Re: Wheel Howl (not squeal)
Author: OldPoleBurner
Date: 01-02-2014 - 19:09
Since I was assigned to work on the property (BART) in the days when the first articles were delivered, all equipped with standard conical wheel treads which were very very quiet (scary quiet even) to anybody standing trackside; I have come to a theory about all that noise.
After the twelfth car was delivered, they started coming with non-standard cylindrical wheel treads, which were indeed a lot noisier, even then. This was supposedly because the ride (pitch & woo) was judged to be unpleasant. Rather than correct the dampening ratios, Bechtel came up with this solution. Of course, this means that no taper exists to help guide the wheels around curves. Flanges are all there is - much like a toy train!
Worse yet, the extreme rigidity of the trucks, and their inadequate dampening, was never fixed. Electronic studies of track circuit performance even revealed that wheels were routinely lifting off the rail by a few thousandths, breaking train detection, and probably accelerating corrugation effects. To my knowledge, nothing was ever done about any of this.
Moreover, even on tangent, both flange fillet radii must be in contact with gauge corners of the rail at the same time; in order to have any finesse control of the wheels. This leads to extreme wear on both wheel and rail; and indeed could be the cause of premature corrugation. Fact is, rail that should last nearly 100 million ton-miles (very light cars on heavy rail), continues to have a very short lifespan - much shorter than the average freight line. BART track is thus inordinately expensive to maintain; not to mention the systemic train control problems caused by wheels that can't keep the rails clean of rust. Rust beads were common on rail tops, for several years until the wheels were worn-in to a natural taper. (caused by the cant of the rail as seated in the tie plates).
Sometimes it just doesn't pay to re-invent the wheel! Especially, when it was already working just fine, and was not the problem. Not that anyone at Bechtel knew anything about that - or cared. They just ignored us young troglytes with any rail experience!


*WORK TO BE COMPLETED*.
Since the pictures are not wanted, retype the listing below exactly and without them.

*PROVIDED RECORDS*.

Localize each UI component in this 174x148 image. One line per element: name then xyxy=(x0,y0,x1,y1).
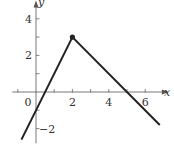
y-tick-label: 2 xyxy=(25,49,32,62)
x-tick-label: 4 xyxy=(105,96,112,109)
x-axis-label: x xyxy=(164,86,171,99)
peak-point xyxy=(70,35,75,40)
y-tick-label: 4 xyxy=(25,13,32,26)
tick-labels: 024624−2 xyxy=(25,13,149,136)
y-axis-label: y xyxy=(37,0,45,9)
y-axis xyxy=(34,1,39,144)
x-tick-label: 0 xyxy=(25,96,32,109)
y-ticks xyxy=(36,19,40,129)
function-graph: 024624−2 x y xyxy=(0,0,174,148)
x-tick-label: 2 xyxy=(69,96,76,109)
y-tick-label: −2 xyxy=(39,123,55,136)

*RESPONSE BELOW*.
Localize each UI component in this 174x148 image. One line per element: name then xyxy=(x0,y0,x1,y1).
y-tick-label: 2 xyxy=(25,49,32,62)
x-tick-label: 4 xyxy=(105,96,112,109)
x-axis-label: x xyxy=(164,86,171,99)
peak-point xyxy=(70,35,75,40)
y-tick-label: 4 xyxy=(25,13,32,26)
tick-labels: 024624−2 xyxy=(25,13,149,136)
y-axis-label: y xyxy=(37,0,45,9)
y-axis xyxy=(34,1,39,144)
x-tick-label: 0 xyxy=(25,96,32,109)
y-ticks xyxy=(36,19,40,129)
function-graph: 024624−2 x y xyxy=(0,0,174,148)
x-tick-label: 2 xyxy=(69,96,76,109)
y-tick-label: −2 xyxy=(39,123,55,136)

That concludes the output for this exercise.